Review: Bitterbrush (2022)
From TV shows like Yellowstone (2018 –) to its spin-off series 1883 (2021 –) to high-profile celebrity moves to Wyoming (hi, Kardashians), media inundates us with a curated version of the American West. This is not a new phenomenon – the western has long been a revisionist tale, one that cast aside any narrative that wasn’t that of the heterosexual white male cowboy. But beyond multi-million-dollar ranches and the popularity of western apparel brand Kemo Sabe in glitzy ski towns across the country, there’s another way to tell a story about the West. Emelie Maldahvian’s documentary Bitterbrush (2022) places two tough horsewomen, Colie Moline and Hollyn Patterson, at the center of hers.

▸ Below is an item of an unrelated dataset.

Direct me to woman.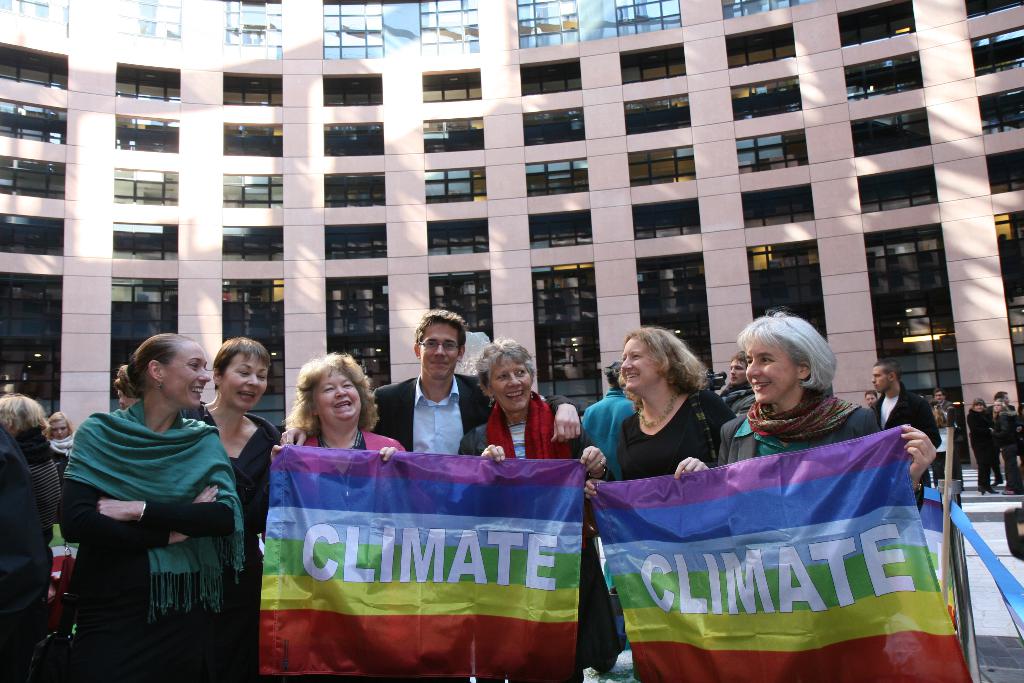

If you’re going to spend a summer range riding in the remote mountains of Idaho, these two’d make good company. The film shifts from poetic to playful in tone as eye-melting landscapes are overlaid with either renditions of Bach or Colie and Hollyn’s chatty banter. Their conversations, too, make this leap: in one moment Colie pokes fun at Hollyn for her deep love of canned corn beef cash, scenes later, she shares painful memories of her mother’s death. This raw double character study instills not only a deep love of the land in the viewer but an understanding of these women as they see themselves and each other.
Mahdavian weaves a caring, meditative narrative through these vignette-like moments, making for a film as unglamorous as it is beautiful, placing long histories of women in the West in a modern context.